EVE Online: Reality Check
What does CCP mean when it says 'EVE is real'?
Dr Eyjólfur Guðmundsson, CCP's lead economist for EVE Online, takes the view that the nature of our communication through tools like Facebook is redefining what we can consider as reality.
"In the future, we are going to be defining ourselves much more in terms of the social circles we engage with rather than geographical locations," he says. "You become part of something in this world and you can communicate with someone anywhere else. The ability for us to help you engage and find new people and have new experiences is actually adding to the real value of yourself.
"These worlds are not virtual. If you're in a conference call to your grandmother, are you in a virtual world? No, it's two real people talking through a device. You can look at any game client as a communications device, but there are real people at the end of each device.
"I truly believe that we can understand real-world conflicts in general in terms of EVE. By studying social groups, it is easier to understand where conflicts come from and this knowledge could be applied in real life."
Dr Eyjó is also responsible for curating the Council of Stellar Management. Democratically elected by the player-base, its members travel to Iceland twice a year as legitimate stakeholders in the organisation to present player concerns. It's not often pretty, and global CEO Hilmar Pétursson puts it bluntly, albeit with good grace: "They call us out on our bullshit."
Given the anecdotal atmosphere that permeates throughout the discussions at Fanfest, it's hard to resist sharing a story of my own with Nathan Richardsson, senior producer for EVE Online, following our interview: that the exploits of the Eurogamer Corporation led to a published article, which led to further work, until eventually I'm sitting here telling him this story face-to-face.
A quietly charismatic man in conversation, Richardsson has chosen to take a step back in order to allow the next generation of CCP developers to have their moment in the spotlight. That, of course, doesn't stop him from stripping down to his bright red budgie-smugglers for an on-stage appearance with the band at the closing party – there are certain expectations, after all.
Smiling, he tells me his own story. An old-school 0.0 Alliance player, he would create reams of design documents, bombarding CCP with his outlandish demands, until eventually they relented and offered him a position at the studio. For both of us, the virtual sandbox of EVE Online has had a very real and tangible effect on our lives.
As the last of the stragglers from this year's Fanfest make their way home, I find myself chatting to a player at the airport. He seems distracted and weary beyond the tedium of airline processing on the back of four days of hard drinking. Somewhere in the realms of outright agitation, in fact. Perhaps he's a nervous flier, I think, or maybe he's feeling the natural post-trip blues already.
Instead, we're back to that mischievous twinkle at the breakfast table.
With a look of good-humoured exasperation on his face, he tells me that an old adversary met with him at Fanfest, explaining at the end of their conversation that his absence from the game had been taken as the perfect opportunity to unleash a full onslaught onto his Corporation's infrastructure, now lying in near tatters.
For this particular player, the long and tedious wait at the airport gate, combined with the tiresome mechanics of real-life travel, has become an artificial barrier sitting between him and a resolution to the problem back home – where reality impatiently awaits.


What you will do:
Please reproduce the entries below exactly, omitting any images they contain.

Text-to-region grounding data
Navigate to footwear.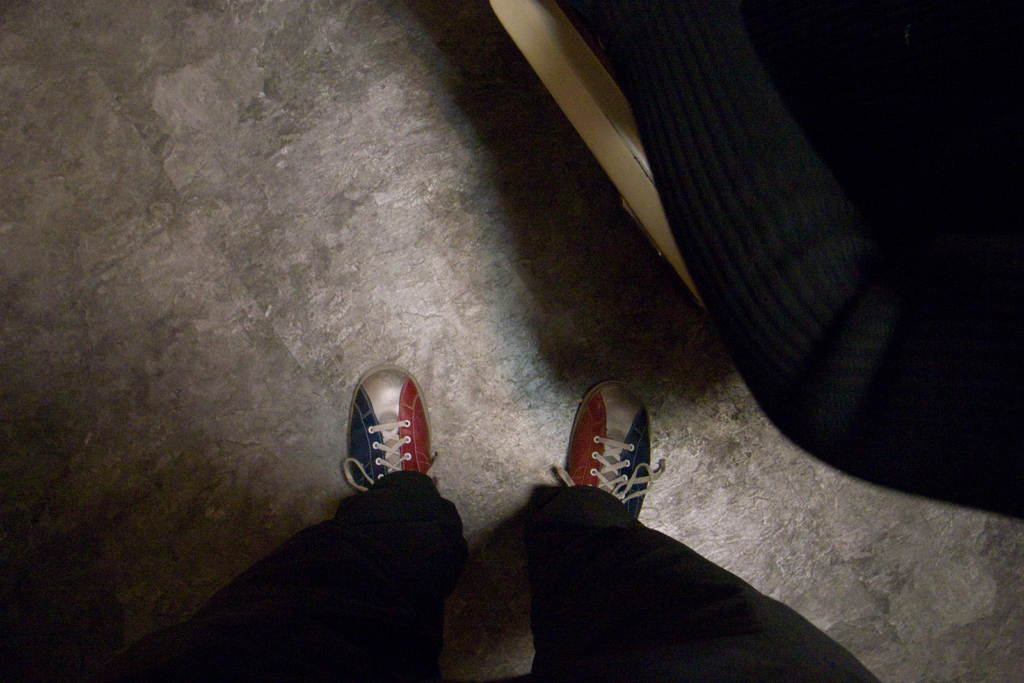
Navigation target: bbox=(557, 390, 677, 534).
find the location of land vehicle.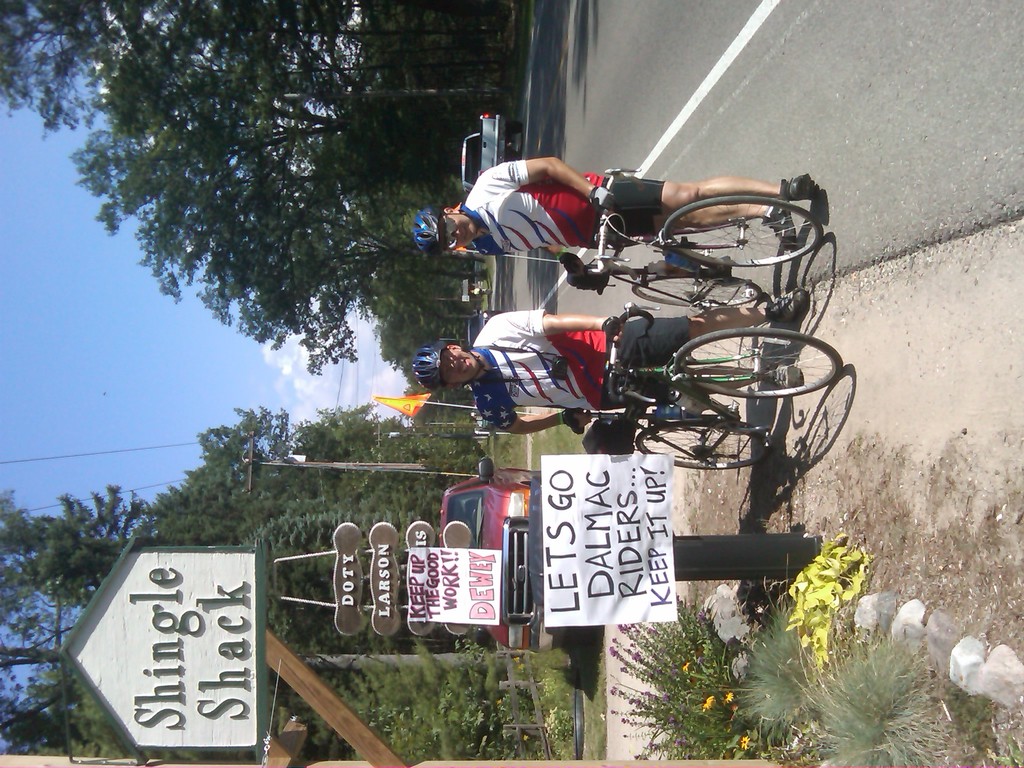
Location: x1=436 y1=454 x2=579 y2=655.
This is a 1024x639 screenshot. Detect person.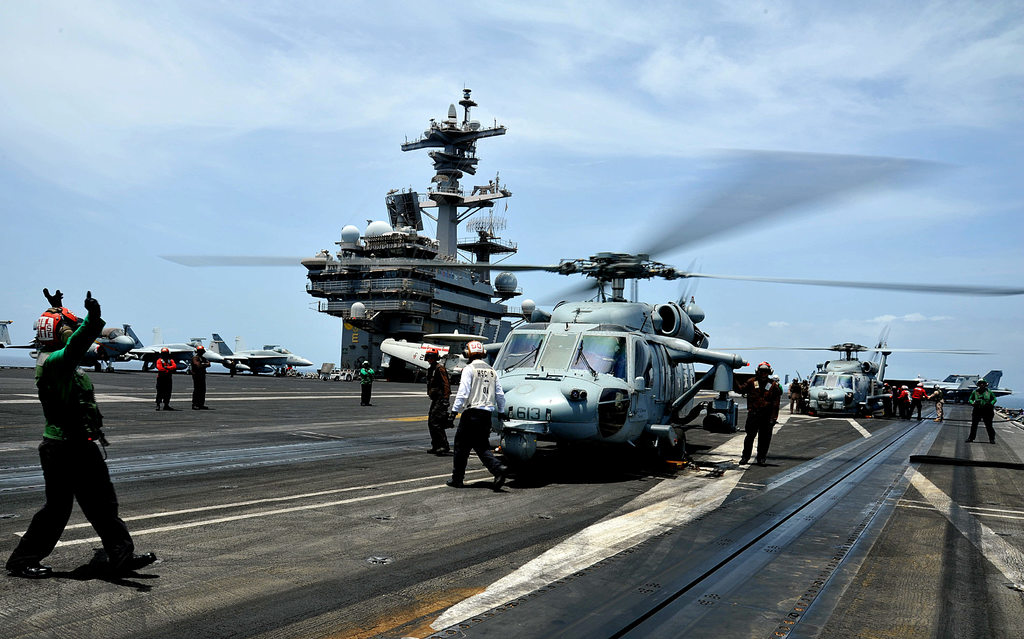
x1=423, y1=350, x2=448, y2=452.
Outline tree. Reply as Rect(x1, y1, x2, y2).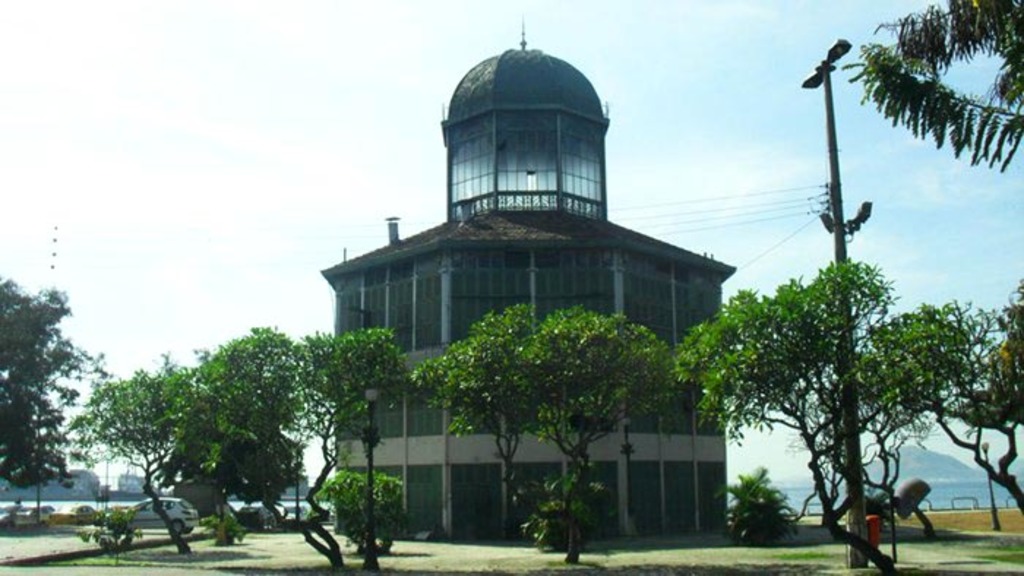
Rect(673, 256, 1001, 575).
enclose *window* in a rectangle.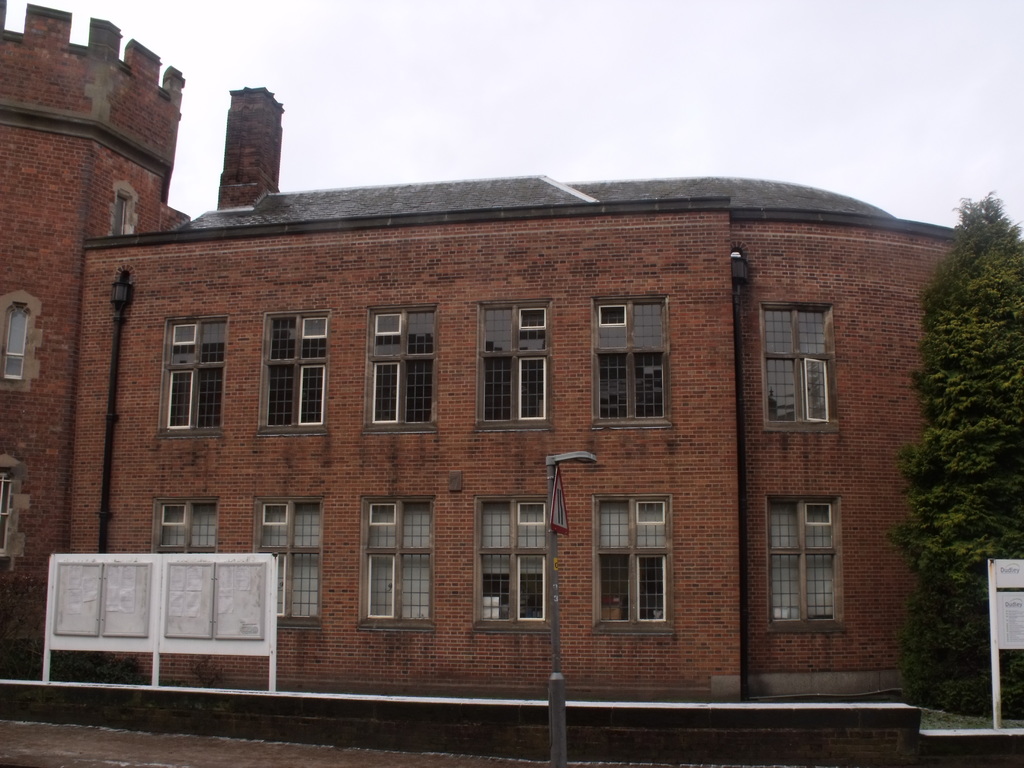
Rect(109, 184, 134, 234).
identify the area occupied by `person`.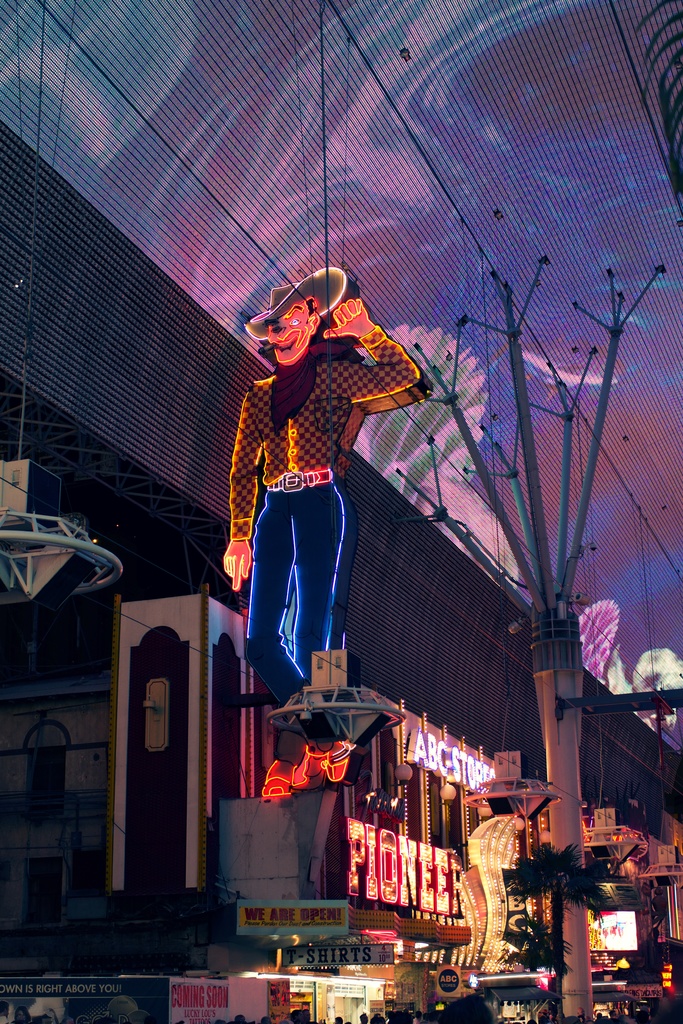
Area: 221, 248, 399, 779.
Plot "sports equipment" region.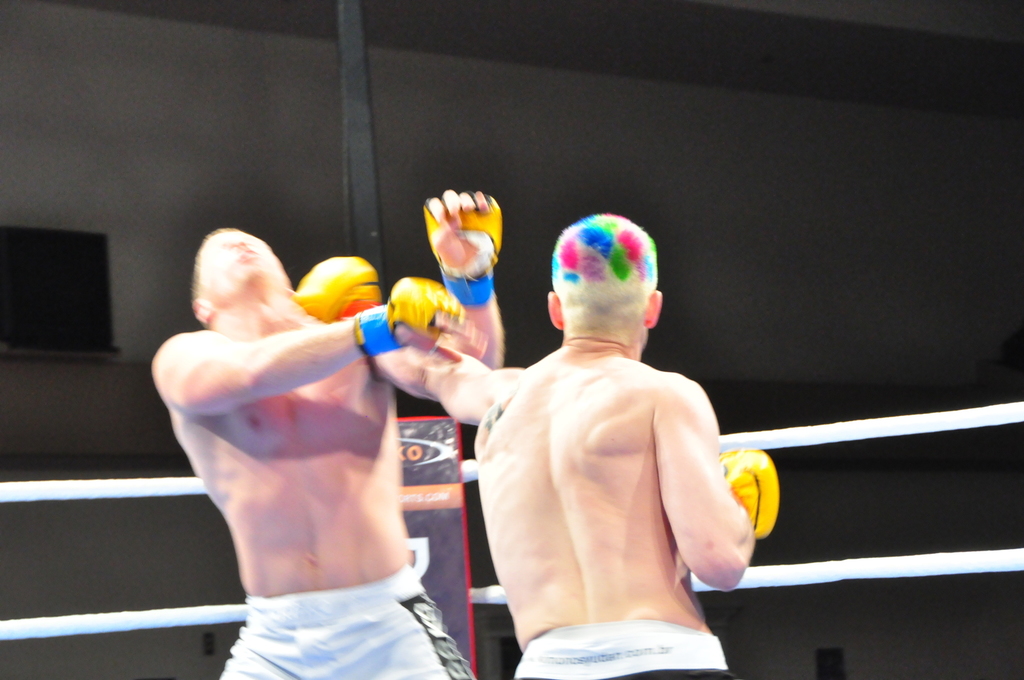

Response area:
Navigate to footwear.
Navigation target: bbox=(557, 390, 677, 534).
find the location of land vehicle.
Location: x1=436 y1=454 x2=579 y2=655.
This is a 1024x639 screenshot. Detect person.
x1=423, y1=350, x2=448, y2=452.
Outline tree. Reply as Rect(x1, y1, x2, y2).
Rect(673, 256, 1001, 575).
enclose *window* in a rectangle.
Rect(109, 184, 134, 234).
identify the area occupied by `person`.
Area: 221, 248, 399, 779.
Plot "sports equipment" region.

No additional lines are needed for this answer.